Well honestly, there is a lot I don’t want to talk about. Mostly because I’m a private person and I really don’t like to have details of my life known in the public.
Suffice to say, I got sick, I got really sick, and it could have killed me. It’s got worse before it got better, and then it got worse again. But, I’m fighting back, taking my meds and seeing the doctor once a fortnight now.

Regardless, onto what you are all here for: Psycholi-jay. What is love? (Baby don’t hurt me, don’t hurt me, no more.)

Arnold Rimmer once cynically quipped “Love is a device invented by bank managers to make us overdrawn.” And any attempts to describe it more realistically in a pithy one-liner would be difficult.
Being in love dramatically changes your neurochemistry, promoting a the release of a lot of the hormones and neurochemicals we associate with happiness, depression and obsession. For those of you who have dabbled with drugs I am informed it feels a lot like taking heroin. Evolutionarily speaking it’s assumed to be present to ensure mate-loyalty, and secure the most suitable genetic donors for your progeny, socially speaking it’s viewed as a sort of “Rite of passage” that everyone must go through in order to better understand others and themselves (hopefully).
But being “in love” generally only lasts about six months, the intensity of such emotions can’t be sustained much longer than that. Sadly many people flitter between these short-term relationships, never really understanding why they can’t sustain that “Spark” they had when they first met their paramour. Hopefully though, one of the lasting side effects of love is a feeling of security and contentment, often associated with being “at home”, much as Dory the fish from finding Nemo says “I look at you, and I’m home,” could be said to be expressing this. Love (after all) does not always have to be the sexual or the romantic.So eventually people settle and find that their burning passion has settled into the glowing comforting embers of a love sustained.
Love is also strongly linked to hate, as Granny Weatherwax once said “Hate is love with its back turned.” Hatred is an obsession, and a powerful one that often has its roots in a love betrayed, denied, or scorned, and can often make you just as irrational as love can. I’m idly thinking of all the militant anti-gay politicians who were later to be revealed to be massive closeted sausage connoisseurs as I write this. Whenever you find a person in hatred, you can often follow the roots back and find a flicker of love, probably brutalised and bruised tangled in that mess of hatred, but I guess that is what psychotherapists are paid a lot of money for.

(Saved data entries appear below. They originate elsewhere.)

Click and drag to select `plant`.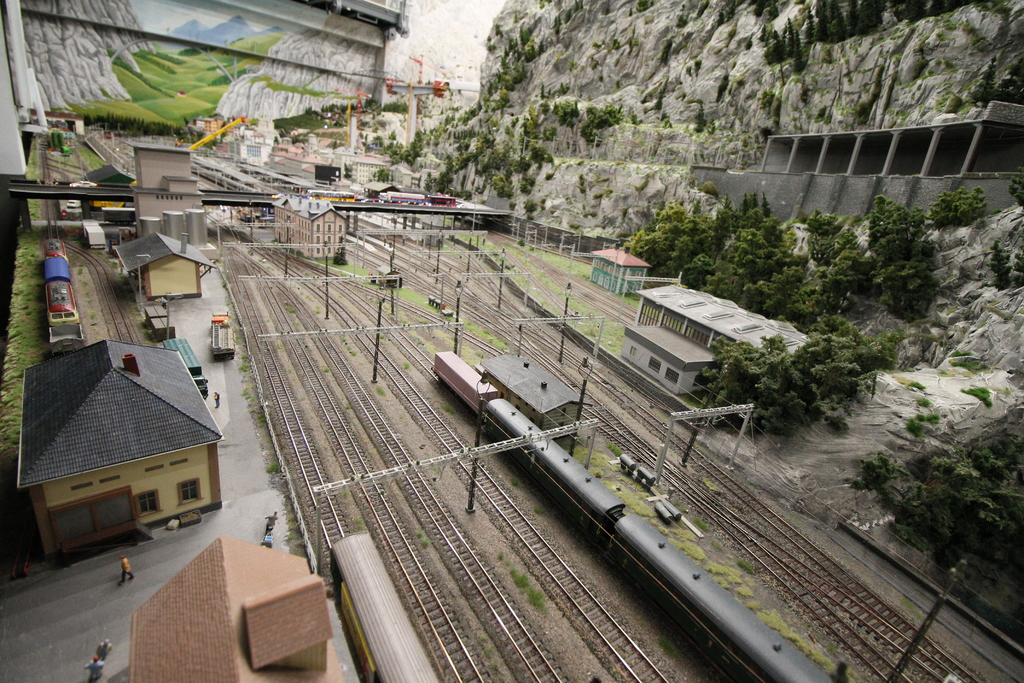
Selection: locate(240, 356, 246, 359).
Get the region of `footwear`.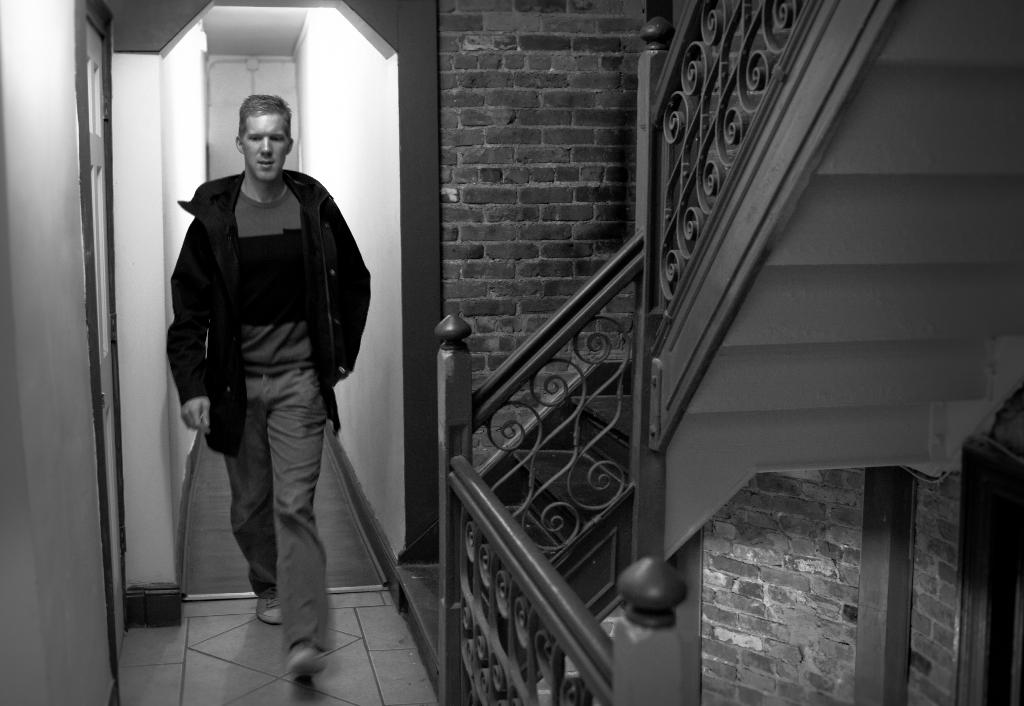
280 637 328 678.
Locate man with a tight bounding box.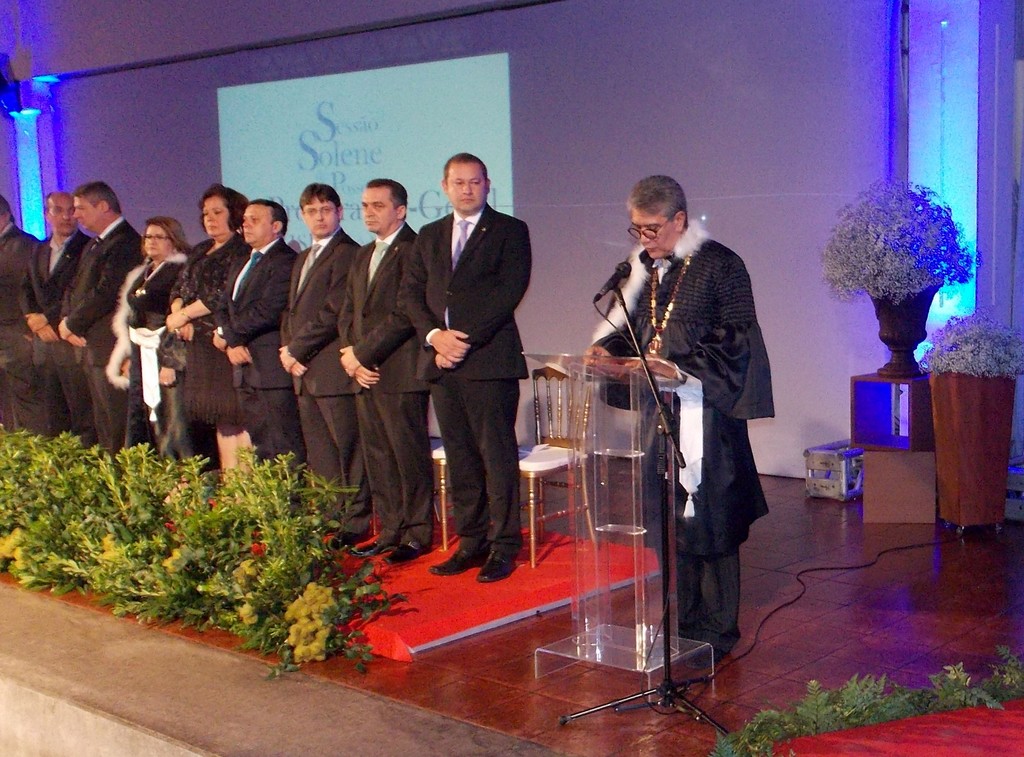
bbox=(582, 168, 771, 672).
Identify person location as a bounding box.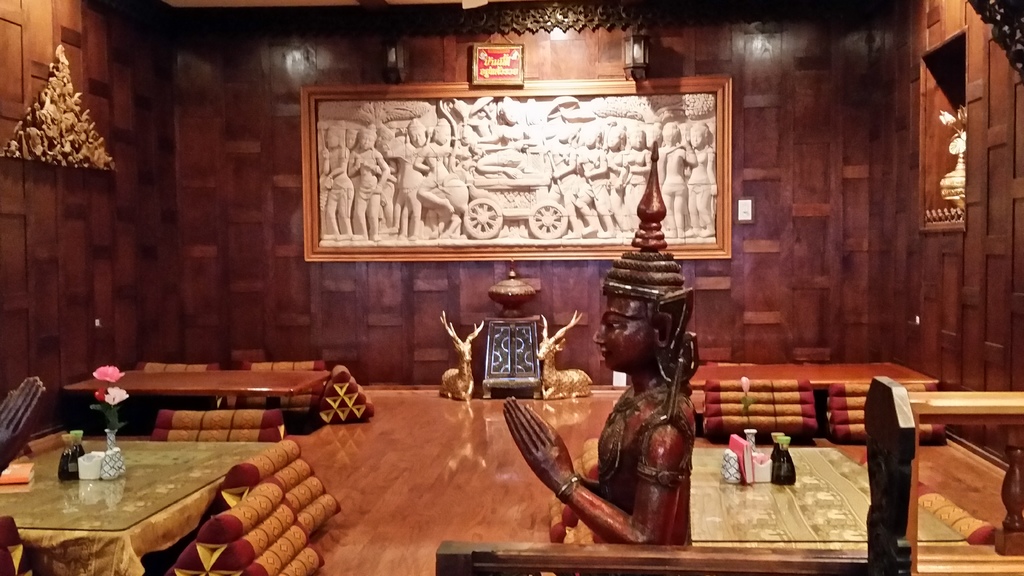
{"x1": 572, "y1": 124, "x2": 608, "y2": 241}.
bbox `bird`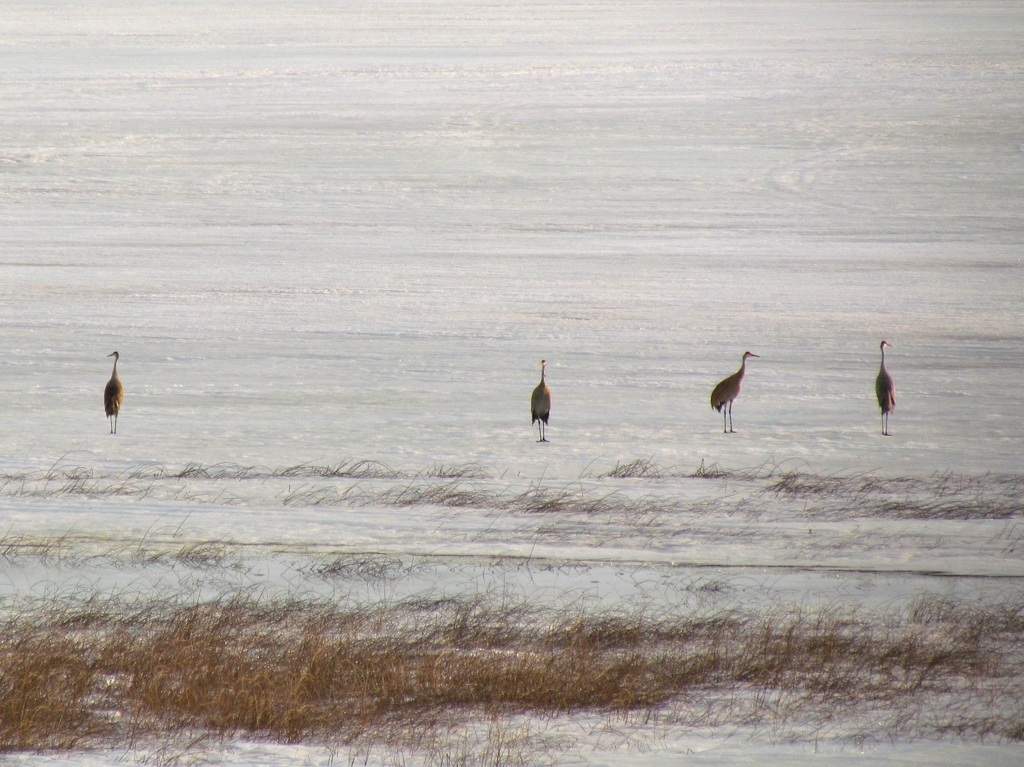
detection(100, 349, 122, 438)
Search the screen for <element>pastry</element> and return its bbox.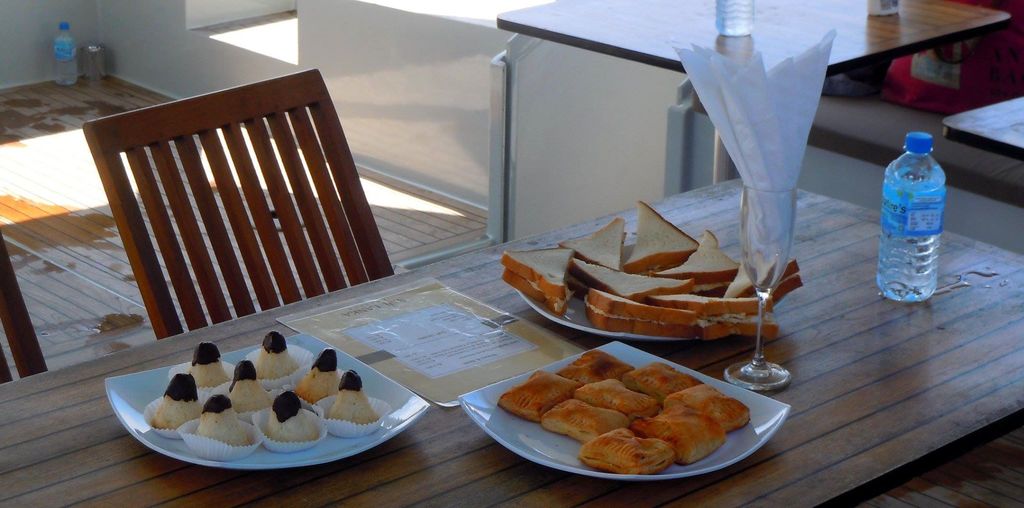
Found: <region>254, 333, 295, 384</region>.
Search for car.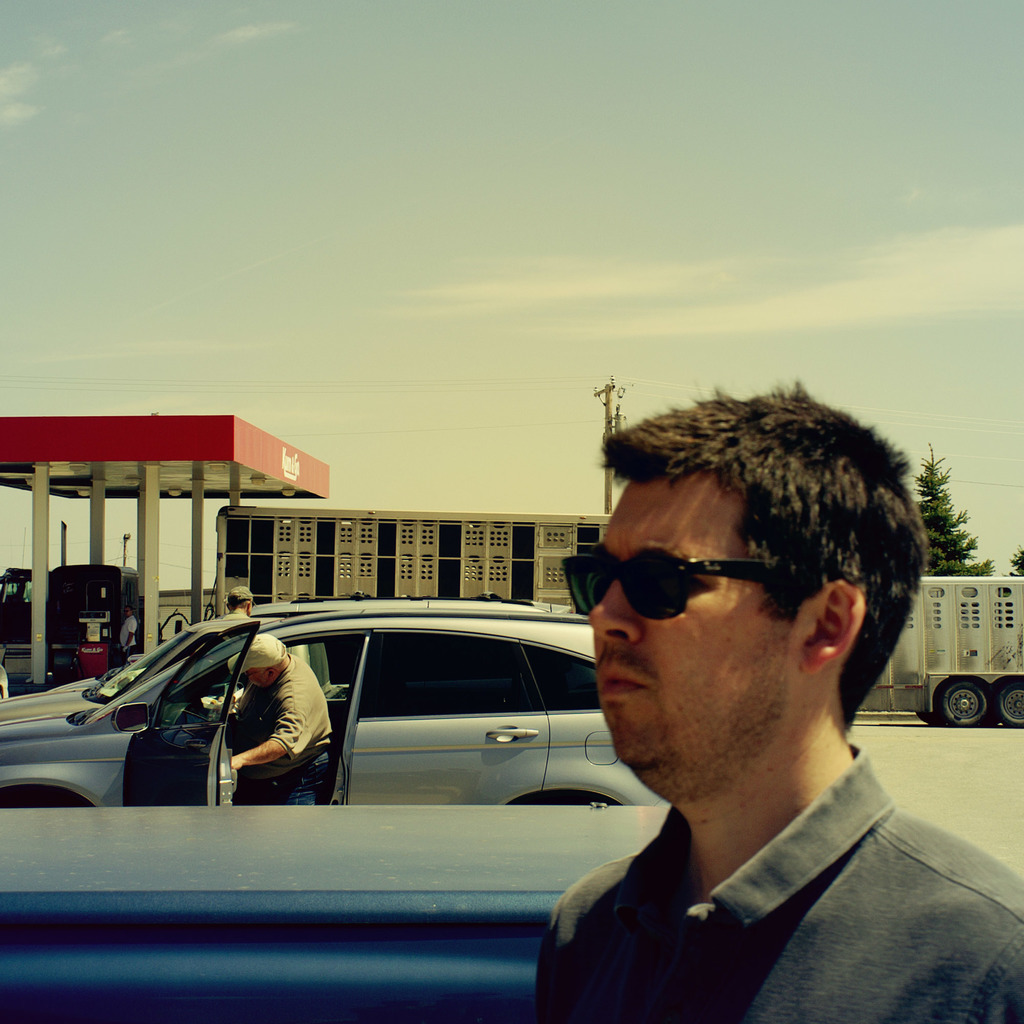
Found at pyautogui.locateOnScreen(0, 662, 8, 700).
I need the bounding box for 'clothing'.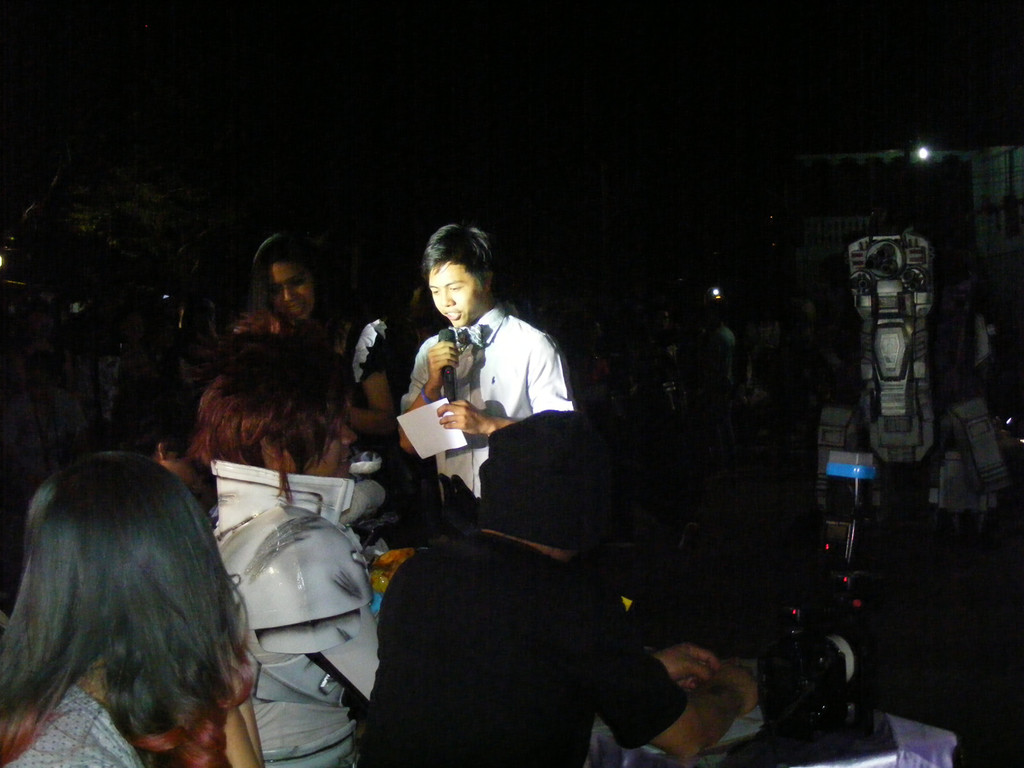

The last thing about love is, it’s not something we control. Often you see people in abusive relationships but they can’t leave, simply because they feel that love there and it’s so compelling that if they let it go, it will be more pain then to stay. It’s easy to sneer at such people and hand-wave their situation away as them “secretly loving the abuse” or other such rot, but in reality, just as you can’t change an irrational fear, you can’t change an irrational love.  You can only hope that you’re strong enough to overcome it, just as other emotions that dominate your life will also sometimes have to be overcome.
Love can make a wonderful companion, but a cruel master.